Hank Paulson, the US treasury secretary, will not attend next week’s meeting of the Group of Eight finance ministers in Potsdam, Germany, US officials said on Friday.
The move underscores the declining importance of the regular cycle of meetings between the finance ministers of the main industrialised economies – on this occasion, plus Russia – which once dominated global economic policymaking.
Peer Steinbrück, German finance minister, went on holiday in Namibia rather than attending the last Group of Seven meeting in Washington in April, even though his country was set to chair the meeting.
Like Mr Steinbrück, Mr Paulson will send his deputy, Bob Kimmit, to attend the summit.
A spokesperson for Mr Paulson said he was unable to attend because of pressing congressional business, including legislation on the Cfius process that vets foreign takeovers of US companies on national security grounds, and regulation of Fannie Mae and Freddie Mac, the government-sponsored home finance institutions.
Mr Paulson will also be preparing to receive a large delegation of leading Chinese officials the following week as part of the Strategic Economic Dialogue between the two countries, one of his top policy priorities.
China is not a member of the G7 or the G8, although it is typically invited to take part in some discussions along with other leading emerging economies.
A Treasury official insisted the decision by Mr Paulson not to attend the summit in Germany should not be seen as retaliation for Mr Steinbrück’s decision not to attend the prior summit in Washington. “Nobody is that petty,” the official said.
The official said: “I think what it shows is that we live in a world of very easy communications all of the time, so the need to be in the same room four times a year is less than it was.”
“This is not saying the countries do not matter or that co-ordination does not matter,” the official said, but that it was no longer as necessary to rely on a regular cycle of group meetings to achieve this.
However, Mr Paulson is known to take a modest view as to what can be achieved by the G7 or G8 finance ministers in a world of deep, liquid and globally integrated capital markets.
He does not, for instance, think it is credible for these groups to try to set the values of widely traded currencies such as the dollar, euro and yen, as they once did in pacts such as the Plaza Accord and Louvre Accord.
Many experts say the G7/G8 should be expanded to bring in the world’s leading emerging economies such as China, at least for meetings of finance ministers, to more adequately represent the new balance of economic power in the world.
The US, though, does not have a formal position on possible reform of these longstanding groups.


- Work task
For this exercise, transcribe all of the records exactly as given.

──────── Exercise material ────────

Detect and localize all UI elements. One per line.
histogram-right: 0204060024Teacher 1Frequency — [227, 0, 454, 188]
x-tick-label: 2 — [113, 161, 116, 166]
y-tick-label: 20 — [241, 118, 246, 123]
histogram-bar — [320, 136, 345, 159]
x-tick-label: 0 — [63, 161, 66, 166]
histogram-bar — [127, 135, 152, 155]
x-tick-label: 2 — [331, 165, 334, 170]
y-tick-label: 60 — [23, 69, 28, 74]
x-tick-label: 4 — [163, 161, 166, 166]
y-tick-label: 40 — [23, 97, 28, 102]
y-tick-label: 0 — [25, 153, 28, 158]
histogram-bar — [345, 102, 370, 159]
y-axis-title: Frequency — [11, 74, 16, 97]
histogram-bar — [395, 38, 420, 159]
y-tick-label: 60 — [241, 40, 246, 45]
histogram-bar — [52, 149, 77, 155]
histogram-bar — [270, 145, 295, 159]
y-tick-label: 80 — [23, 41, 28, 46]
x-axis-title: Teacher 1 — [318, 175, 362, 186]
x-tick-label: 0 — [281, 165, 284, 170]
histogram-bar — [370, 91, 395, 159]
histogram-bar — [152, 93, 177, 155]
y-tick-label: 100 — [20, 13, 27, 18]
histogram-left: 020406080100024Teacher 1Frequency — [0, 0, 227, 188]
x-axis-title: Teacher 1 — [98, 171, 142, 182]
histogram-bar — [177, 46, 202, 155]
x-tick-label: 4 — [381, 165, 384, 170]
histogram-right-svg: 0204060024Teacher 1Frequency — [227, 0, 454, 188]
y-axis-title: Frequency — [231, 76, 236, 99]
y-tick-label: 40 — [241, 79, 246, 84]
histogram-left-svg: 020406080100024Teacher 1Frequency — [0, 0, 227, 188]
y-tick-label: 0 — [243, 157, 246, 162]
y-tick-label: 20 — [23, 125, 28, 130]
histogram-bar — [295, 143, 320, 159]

────────

- Output for this exercise
Detect and localize all UI elements. One per line.
histogram-right: 0204060024Teacher 1Frequency — [227, 0, 454, 188]
x-tick-label: 2 — [113, 161, 116, 166]
y-tick-label: 20 — [241, 118, 246, 123]
histogram-bar — [320, 136, 345, 159]
x-tick-label: 0 — [63, 161, 66, 166]
histogram-bar — [127, 135, 152, 155]
x-tick-label: 2 — [331, 165, 334, 170]
y-tick-label: 60 — [23, 69, 28, 74]
x-tick-label: 4 — [163, 161, 166, 166]
y-tick-label: 40 — [23, 97, 28, 102]
y-tick-label: 0 — [25, 153, 28, 158]
histogram-bar — [345, 102, 370, 159]
y-axis-title: Frequency — [11, 74, 16, 97]
histogram-bar — [395, 38, 420, 159]
y-tick-label: 60 — [241, 40, 246, 45]
histogram-bar — [52, 149, 77, 155]
histogram-bar — [270, 145, 295, 159]
y-tick-label: 80 — [23, 41, 28, 46]
x-axis-title: Teacher 1 — [318, 175, 362, 186]
x-tick-label: 0 — [281, 165, 284, 170]
histogram-bar — [370, 91, 395, 159]
histogram-bar — [152, 93, 177, 155]
y-tick-label: 100 — [20, 13, 27, 18]
histogram-left: 020406080100024Teacher 1Frequency — [0, 0, 227, 188]
x-axis-title: Teacher 1 — [98, 171, 142, 182]
histogram-bar — [177, 46, 202, 155]
x-tick-label: 4 — [381, 165, 384, 170]
histogram-right-svg: 0204060024Teacher 1Frequency — [227, 0, 454, 188]
y-axis-title: Frequency — [231, 76, 236, 99]
y-tick-label: 40 — [241, 79, 246, 84]
histogram-left-svg: 020406080100024Teacher 1Frequency — [0, 0, 227, 188]
y-tick-label: 0 — [243, 157, 246, 162]
y-tick-label: 20 — [23, 125, 28, 130]
histogram-bar — [295, 143, 320, 159]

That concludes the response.